Miss Silver found these remarks of considerable interest but rather lacking in clarity. In the tone of one who encourages a backward pupil she said,

‘Perhaps you will tell me what Frederick actually said.’

‘I will if I can. I don’t know that I remember exactly…Oh, yes, he sort of burst out like I said-“Miss Lila never did it!’ I’m sure he said that, but I can’t remember the rest of it-something about the police-“They’re thinking she did it, but of course she didn’t.” I’m not sure about that part, because I was in a hurry to get to the telephone.’

She could hardly have given herself away more completely. With Lila under the suspicion of murder, she had been able to devote only a fragmentary attention to the one person who protested her innocence. Her colour flamed. If Miss Silver hadn’t known all about her before, she would certainly do so now. She might just as well have said straight out, ‘I was going to ring up Bill Waring, and I hadn’t room in my head for anything else.’

Miss Silver said, ‘I see-’ Her gaze rested calmly on Ray’s flushed face. ‘And was that all?’

‘Oh, yes-I think so. He went away.’

Miss Silver smiled very kindly indeed.

‘And you rang up Mr. Waring at the Boar. You would naturally be in some concern for him.’

The flush subsided. It didn’t matter what Miss Silver knew. Ray said quite simply,

‘Yes, I was. You see, he asked me to come down here-I told you about that-and I hadn’t seen him. I wanted to see him dreadfully. I didn’t know if he was being arrested or anything. That is why I wasn’t taking much notice of Frederick. Lila was here in the house, and I knew what was happening about her-I mean, I knew she wasn’t being arrested or anything. But I didn’t know about Bill. And I expect you know how it is, when people are out of sight you can’t help thinking of all the things that might be happening to them.’

There was a note of appeal in her voice, and before Miss Silver could make any reply she went on in a kind of soft rush.

‘I keep thinking like that all the time. Sometimes I feel as if it’s too dreadful to happen. And then I feel it must be going to happen just because it is too dreadful. I mean, I can’t really see why they don’t arrest him. He was there, and Lila was there, and I know that neither of them could have done it, but I can’t see why the police should think so, or why they didn’t arrest them straight away. And now I am afraid they are going to. You know, Mary Good lives next door to Inspector Newbury, and Mrs. Newbury is her cousin or something.’

Miss Silver coughed.

‘She has been talking?’

‘Well, not really. She just said that some big man was coming down from Scotland Yard tomorrow-a Chief Detective Inspector, I think. And she kept looking at Lila in a hushed sort of way-you know how people do when they think something horrid is going to happen and they feel sorry for you. I think she is sorry for Lila. She has got rather fond of her, you know.’

Miss Silver inclined her head.

‘Let us now return to Frederick. He is also sorry for your cousin. I would like to know a little more about the attachment you mentioned.

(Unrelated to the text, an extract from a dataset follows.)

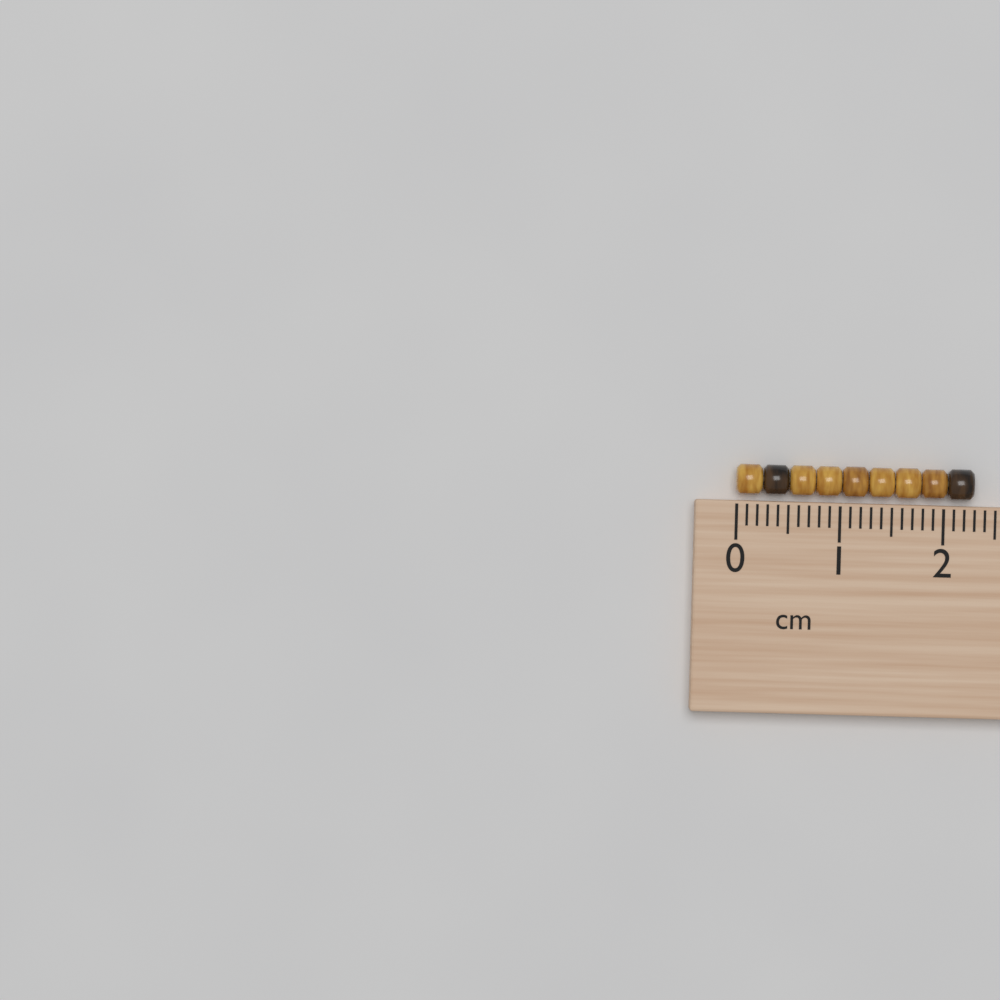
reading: 2.3 cm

Is it a local girl?’

‘Oh, yes. Didn’t I tell you? She is a sort of relation of Mary Good’s. You know how it is in country places, they are all married to each other’s relations or something. This girl’s name is Gloria Good. Her stepfather married an aunt of Frederick ’s, and she isn’t very happy at home. Frederick gets worried because he’s afraid she will run away, and she isn’t seventeen yet.’

Miss Silver smiled benignly.

‘He seems to have confided in you to a considerable extent.’

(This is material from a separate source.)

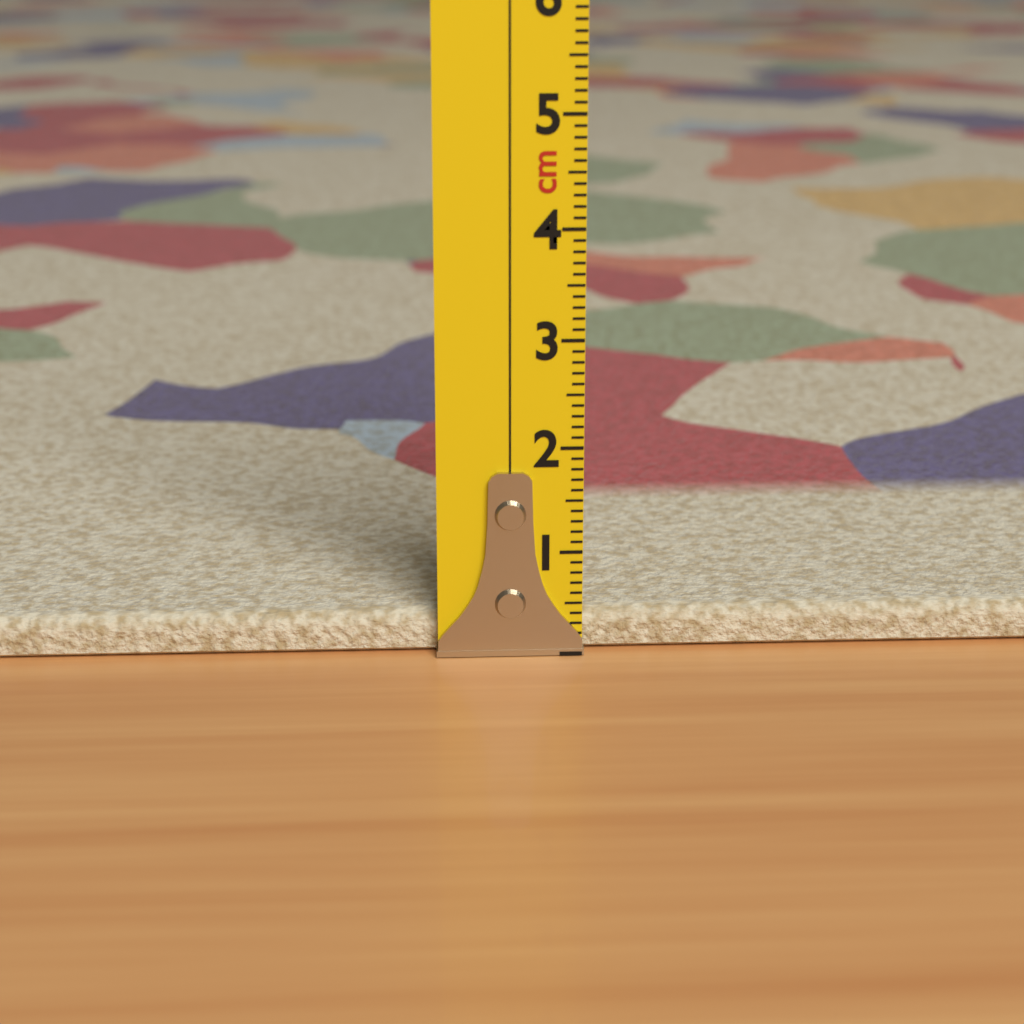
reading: 0.4 cm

‘Oh, he’s bursting with it, poor lad. Boys will always talk if you let them, and he saw I was interested. People are interesting -don’t you think so? The way their minds work, and the odd kind of things they do.’

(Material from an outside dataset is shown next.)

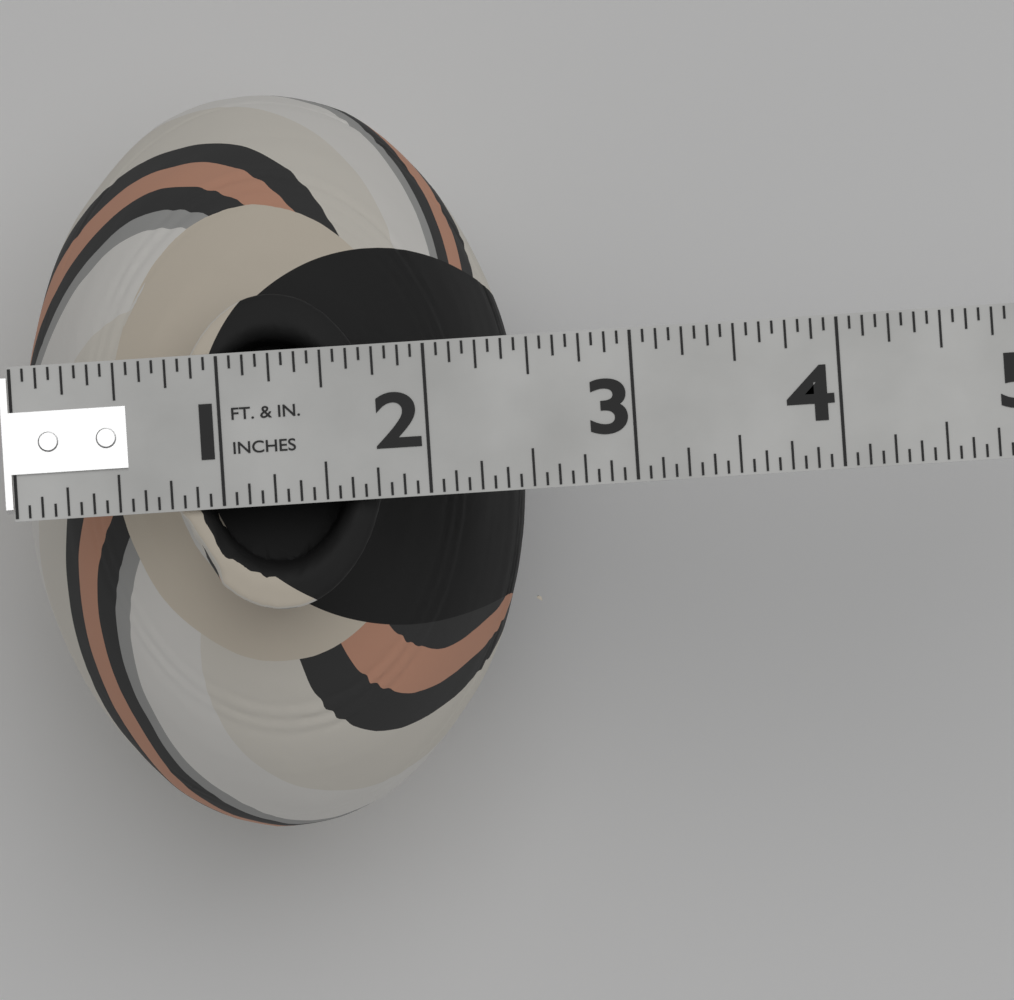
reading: 2.5000 in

Miss Silver had recourse to Alexander Pope for an apt quotation.

‘ “The proper study of mankind is man”.’

Ray looked a little taken aback. She hadn’t been studying Frederick -she had merely listened to him. She said so, and added,

‘He was so worried, poor lamb, or he wouldn’t have-’

Since she did not finish the sentence, Miss Silver prompted gently,

‘He would not have-’

Ray’s colour rose.

‘Well, I was going to say something, but I had better not. It wasn’t anything really-just the sort of thing boys do. I wouldn’t like him to get into trouble.’

Miss Silver coughed gently.

‘He was so worried? He did something that might get him into trouble, but it wasn’t anything serious?’

‘Oh, no.’ Ray sounded distressed. ‘I oughtn’t to have said anything. I thought I had stopped in time, but you’re so quick.’

Miss Silver looked at her gravely.

‘I really think you had better tell me what you mean. If it has nothing to do with the case in which we are both so much interested, I will regard it as a confidence. If on the other hand it has to do with that case, you would be very unwise to withhold it, and you will not expect me to do so.’

‘Oh, but it isn’t anything like that-it isn’t really. I’d better tell you, or you will be imagining all sorts of things. It’s only that Frederick slips out of the house sometimes after he has finished his work and goes down to see Gloria. I know he did it once when they had had a quarrel and he wanted to make it up, and another time when he thought she was going to run away. You won’t say anything, will you? He really was dreadfully upset, because he said Gloria is only a kid and she wouldn’t know how to look after herself. He says his aunt is quite kind and the stepfather isn’t a bad sort, but he and Gloria have rows, and then Frederick has to soothe her down and stop her from doing anything silly.’

Miss Silver gazed abstractedly at little Josephine’s vest, which was now between four and five inches in length.

‘You interest me extremely,’ she said. ‘Since Frederick has been so informative, may I ask whether he mentioned at what time he was in the habit of getting out of the house?’

Ray had a rueful expression.

‘I expect it would be pretty late.’

‘After Marsham had made his rounds?’

‘Well, I expect so.’

‘And Gloria-he could hardly expect to find her up at such an hour.’

Ray coloured high.

‘Oh, Miss Silver, I do feel such a beast, giving the poor child away like this. But I’m sure there wasn’t anything wrong-I’m really sure there wasn’t. He’s just a boy, and frightfully romantic and very fond of her. And there’s an apple tree-he gets into the crotch about a yard away from her window and they talk. The aunt and the stepfather are on the other side of the house, and anyhow nothing wakes them. But there’s no harm in it-or he wouldn’t have told me, would he?’

Miss Silver gave a thoughtful cough.

‘Did Frederick happen to mention whether he was out of this house on the night of the murder?’

The question hit Ray like a blow. Afterwards she couldn’t think why it had been left for Miss Silver to ask it. Her mind had been taken up with Bill, with Lila, with herself, and with the relation in which they stood to each other, and she to each of them. Frederick ’s artless tale had remained upon the very surface of her thought. She did not connect it with herself, with Bill, or with Lila. It was like something she had read in a book picked up to pass the time. And then all at once it was real, it linked up. She caught her breath and stammered,

‘No-no-I never thought-he didn’t say-’

Miss Silver’s needles clicked.

‘I was wondering if it was he who left the door to the terrace unfastened,’ she said.